- cross-posted to:
- hackernews@derp.foo
- cross-posted to:
- hackernews@derp.foo
…from EasyOS, a Linux distro, which moved to the .img format.
ISO9660 file format, not the other ISOs.
Thank fuck not ISO8601. Wish ISO 27001 would tho, such a pain to comply.
27001/2 are required. And they’re only hard to adopt when the Delta is just so much. If you’re doing ITIL to your best extent then it should be easier: people are used to accepting incoming wisdom and there are opportunities to implement in an orderly fashion.
So, “moving fast and breaking stuff” is further into the “yeehaw kids” realm.
Oop, fixed
I have a few CD-ROMs labeled “High Sierra” because the ISO 9660 format was always a loose approximation of what people were already doing. It got kludged even harder as CD-R and CD-RW took off. Turning that into something a USB drive can boot was a magic trick that lasted far longer than it probably should’ve.
Perhaps this is a silly question. Why not release on both formats?
https://easyos.org/about/why-the-iso-format-has-to-die.html has parts about why not release an ISO as well. The most pertinent part seems to be at the bottom.
Can you use a .img file on a DVD? I store all the ISOs I have on optical media. Other than that, .img sounds like a really good format. I would have to learn something new to use it though.
Yes. ImgBurn, which is what I used to use with CDs, supports it.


What the task requires: Here is a listing. Reproduce it exactly.

Exercise materials:
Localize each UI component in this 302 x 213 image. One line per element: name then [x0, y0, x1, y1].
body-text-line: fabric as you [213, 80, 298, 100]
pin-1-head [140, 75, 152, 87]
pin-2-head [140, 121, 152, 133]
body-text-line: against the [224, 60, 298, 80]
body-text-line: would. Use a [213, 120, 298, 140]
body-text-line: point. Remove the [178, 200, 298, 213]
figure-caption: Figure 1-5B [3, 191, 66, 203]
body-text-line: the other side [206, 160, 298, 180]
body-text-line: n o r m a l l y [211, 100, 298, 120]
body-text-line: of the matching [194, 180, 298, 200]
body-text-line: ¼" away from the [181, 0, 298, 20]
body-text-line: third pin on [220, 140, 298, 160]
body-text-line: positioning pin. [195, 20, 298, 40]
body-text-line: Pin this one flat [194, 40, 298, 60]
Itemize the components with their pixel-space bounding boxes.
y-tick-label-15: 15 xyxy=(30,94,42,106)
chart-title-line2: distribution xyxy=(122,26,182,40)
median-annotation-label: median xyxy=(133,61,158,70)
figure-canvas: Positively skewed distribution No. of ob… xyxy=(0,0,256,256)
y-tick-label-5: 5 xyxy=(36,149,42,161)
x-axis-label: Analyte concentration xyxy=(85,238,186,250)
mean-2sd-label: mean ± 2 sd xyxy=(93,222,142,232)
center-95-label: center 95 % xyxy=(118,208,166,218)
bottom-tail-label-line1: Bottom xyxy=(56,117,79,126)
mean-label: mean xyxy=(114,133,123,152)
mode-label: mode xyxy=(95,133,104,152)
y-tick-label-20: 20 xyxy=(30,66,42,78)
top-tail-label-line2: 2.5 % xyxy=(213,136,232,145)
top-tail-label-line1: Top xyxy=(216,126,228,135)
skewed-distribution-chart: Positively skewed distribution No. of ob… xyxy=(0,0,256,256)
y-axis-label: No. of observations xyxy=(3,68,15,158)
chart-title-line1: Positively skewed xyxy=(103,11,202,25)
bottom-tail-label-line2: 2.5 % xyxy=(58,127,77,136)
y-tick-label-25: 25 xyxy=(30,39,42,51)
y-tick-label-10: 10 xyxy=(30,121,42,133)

Response below:
Localize each UI component in this 302 x 213 image. One line per element: name then [x0, y0, x1, y1].
body-text-line: fabric as you [213, 80, 298, 100]
pin-1-head [140, 75, 152, 87]
pin-2-head [140, 121, 152, 133]
body-text-line: against the [224, 60, 298, 80]
body-text-line: would. Use a [213, 120, 298, 140]
body-text-line: point. Remove the [178, 200, 298, 213]
figure-caption: Figure 1-5B [3, 191, 66, 203]
body-text-line: the other side [206, 160, 298, 180]
body-text-line: n o r m a l l y [211, 100, 298, 120]
body-text-line: of the matching [194, 180, 298, 200]
body-text-line: ¼" away from the [181, 0, 298, 20]
body-text-line: third pin on [220, 140, 298, 160]
body-text-line: positioning pin. [195, 20, 298, 40]
body-text-line: Pin this one flat [194, 40, 298, 60]
Itemize the components with their pixel-space bounding boxes.
y-tick-label-15: 15 xyxy=(30,94,42,106)
chart-title-line2: distribution xyxy=(122,26,182,40)
median-annotation-label: median xyxy=(133,61,158,70)
figure-canvas: Positively skewed distribution No. of ob… xyxy=(0,0,256,256)
y-tick-label-5: 5 xyxy=(36,149,42,161)
x-axis-label: Analyte concentration xyxy=(85,238,186,250)
mean-2sd-label: mean ± 2 sd xyxy=(93,222,142,232)
center-95-label: center 95 % xyxy=(118,208,166,218)
bottom-tail-label-line1: Bottom xyxy=(56,117,79,126)
mean-label: mean xyxy=(114,133,123,152)
mode-label: mode xyxy=(95,133,104,152)
y-tick-label-20: 20 xyxy=(30,66,42,78)
top-tail-label-line2: 2.5 % xyxy=(213,136,232,145)
top-tail-label-line1: Top xyxy=(216,126,228,135)
skewed-distribution-chart: Positively skewed distribution No. of ob… xyxy=(0,0,256,256)
y-axis-label: No. of observations xyxy=(3,68,15,158)
chart-title-line1: Positively skewed xyxy=(103,11,202,25)
bottom-tail-label-line2: 2.5 % xyxy=(58,127,77,136)
y-tick-label-25: 25 xyxy=(30,39,42,51)
y-tick-label-10: 10 xyxy=(30,121,42,133)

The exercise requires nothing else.